What Our Dear Third Party Voters Miss About the Parliamentary System They Say They Want

I know and love third party voters.  But they’re not comprehending a big component of the parliamentary system they advocate for.  I mean besides the part where it’s not our system and will most likely never be.  There is that.  And this is probably a dollar short and a day late.  But that’s me.  It’s not that Green voters would have made a huge difference if they’d just given their votes to Hillary Clinton, but the Green Party itself could have been a partner to the Democrats and helped each other to coalesce leftist power.

In a parliamentary system with multiple parties you vote for a party and representation in the legislature is distributed proportionally.  But executive leaders are then chosen by the representatives by deal making, coalition building and consensus.  So if you’re on the left the goal is to get a prime minister (or president) as far left as you can possibly get.  Leftist parties create coalitions with left of center parties to get the left-most leader and stop the right wing parties from getting their goal: the right-most leader.

Translated to our system, maybe poorly translated, if you’re a Green, then you vote Green down ballot to your heart’s content.  But for the Chief Executive you make a coalition with the center left party to elect the left-most candidate (in 2016 that’s Clinton) and frustrate the right-most candidate (Trump).

The anger and hatred for Clinton that a lot of our leftist third party people show was misguided and ultimately self-destructive.  It ends up being a nihilistic exercise, a circular firing squad, that masquerades as superior morality and ethics.  It’s not.  Especially when all of their anger and vitriol is aimed at tearing down their fellow progressives, competing with them rather than the common enemy on the right.  In fact, the Green Party’s representative and followers became useful idiots for Trump and the GOP.  The most dishonorable and disingenuous game they play is when they claim false equivalence between the two big parties to justify their misplaced antipathy towards the people in their own ideological foxhole.

The Democratic Party may have screwed up and chosen the wrong nominee, it wouldn’t be the first time.  But saying “fuck you” and giving comfort to the right wing doesn’t even begin to address that.  It’s pointlessly self-defeating and punitive.  Reveling in the Democratic Party’s failure as their own throats are cut does not exhibit integrity so much as a deep misunderstanding of everything going on around them.  Like a person in a burning house saying up yours to the firefighters because they’re using the wrong kind of extinguisher.

They need to grasp that an election is when you suck it up and come together towards your long term and short term political goals.  Greens don’t exhibit any understanding of that simple truth. It’s hard to see anything coming from a vote for Jill Stein, ever. There’s no there there.  And that’s on the Green Party and their followers.  Merely showing up every four years and screaming about your moral superiority isn’t as productive so much as it is grating.

You want to talk about a dysfunctional, useless waste of time party?  Let’s talk Green Party. Except there’s nothing to talk about.  The Democratic Party has been around for 216 years old give or take, depending when you start counting, and has elected hundreds of thousands of candidates.  There are thousands of elected Democrats across the country at this time.  A president and vice president (until January 20), senators, congresspersons, governors, state legislators, mayors and more, up and down the line from 1600 Pennsylvania Avenue to school boards in Alaska.

There are 136 elected Greens in America right now.  Period. None in the federal government.  A few fire district board members, some school district board members. This lack of position viz-a-viz the levers of power, their lack of a substantial stake in the governing of the country has proven to be a serious impediment in their ability to affect the national debate or push themselves forward as a partner in government. But no matter, every four years they still step forward to claim an ideological seat at the table .

Which would be fine if they exhibited an understanding of what that means for them and the country.  If a Green candidate for president spoke about how they could leverage whatever power they have on behalf of the common goal of governing, then maybe the Democrats would be  more amenable to rules that allowed them on stage for debates.  If the Greens were a reliable partner to the larger party, rather than a bitter ankle biting competitor, I can imagine them getting something from a grateful president, governor, mayor, etc.  Rather than standing on the outside of the rooms where decision are made, they could be invited in and build something of their own, the old fashioned way – by dealing, compromising, coalition making, legislation writing.  You become a useful partner, albeit junior, and build.  Better a useful partner than a useful idiot.

Nobody ever built any power proclaiming their moral superiority and bitching about the unfairness of the system without shedding their own blood, working with others and proving their worth and worthiness.  The Green Party should start doing that.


→ **THE PROBLEM**
Scan the entries for lines containing the string "magnum". Reply with how many there are, and nothing else.

=== Section Start ===

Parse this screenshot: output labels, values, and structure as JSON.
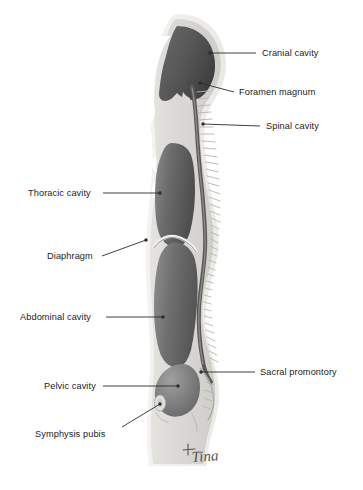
{
  "figure": {
    "background_color": "#ffffff",
    "body_fill_color": "#d9d7d3",
    "body_edge_color": "#eceae7",
    "cavity_fill_color": "#6e6e6e",
    "cavity_dark_color": "#4a4a4a",
    "cavity_light_color": "#8c8c8c",
    "spine_color": "#5f5d5a",
    "leader_color": "#2b2b2b",
    "signature": "Tina"
  },
  "labels": [
    {
      "id": "cranial-cavity",
      "text": "Cranial cavity",
      "side": "right",
      "text_x": 262,
      "text_y": 48,
      "leader": {
        "x1": 256,
        "y1": 53,
        "x2": 210,
        "y2": 53
      },
      "dot": {
        "x": 210,
        "y": 53
      }
    },
    {
      "id": "foramen-magnum",
      "text": "Foramen magnum",
      "side": "right",
      "text_x": 239,
      "text_y": 87,
      "leader": {
        "x1": 234,
        "y1": 92,
        "x2": 200,
        "y2": 83
      },
      "dot": {
        "x": 200,
        "y": 83
      }
    },
    {
      "id": "spinal-cavity",
      "text": "Spinal cavity",
      "side": "right",
      "text_x": 266,
      "text_y": 121,
      "leader": {
        "x1": 260,
        "y1": 126,
        "x2": 203,
        "y2": 124
      },
      "dot": {
        "x": 203,
        "y": 124
      }
    },
    {
      "id": "thoracic-cavity",
      "text": "Thoracic cavity",
      "side": "left",
      "text_x": 28,
      "text_y": 188,
      "leader": {
        "x1": 103,
        "y1": 193,
        "x2": 160,
        "y2": 193
      },
      "dot": {
        "x": 160,
        "y": 193
      }
    },
    {
      "id": "diaphragm",
      "text": "Diaphragm",
      "side": "left",
      "text_x": 47,
      "text_y": 251,
      "leader": {
        "x1": 102,
        "y1": 256,
        "x2": 146,
        "y2": 240
      },
      "dot": {
        "x": 146,
        "y": 240
      }
    },
    {
      "id": "abdominal-cavity",
      "text": "Abdominal cavity",
      "side": "left",
      "text_x": 20,
      "text_y": 312,
      "leader": {
        "x1": 106,
        "y1": 317,
        "x2": 163,
        "y2": 317
      },
      "dot": {
        "x": 163,
        "y": 317
      }
    },
    {
      "id": "pelvic-cavity",
      "text": "Pelvic cavity",
      "side": "left",
      "text_x": 44,
      "text_y": 381,
      "leader": {
        "x1": 103,
        "y1": 386,
        "x2": 178,
        "y2": 386
      },
      "dot": {
        "x": 178,
        "y": 386
      }
    },
    {
      "id": "sacral-promontory",
      "text": "Sacral promontory",
      "side": "right",
      "text_x": 260,
      "text_y": 367,
      "leader": {
        "x1": 255,
        "y1": 372,
        "x2": 201,
        "y2": 372
      },
      "dot": {
        "x": 201,
        "y": 372
      }
    },
    {
      "id": "symphysis-pubis",
      "text": "Symphysis pubis",
      "side": "left",
      "text_x": 35,
      "text_y": 429,
      "leader": {
        "x1": 122,
        "y1": 427,
        "x2": 160,
        "y2": 404
      },
      "dot": {
        "x": 160,
        "y": 404
      }
    }
  ]
}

=== Section End ===

→ **RESPONSE**
2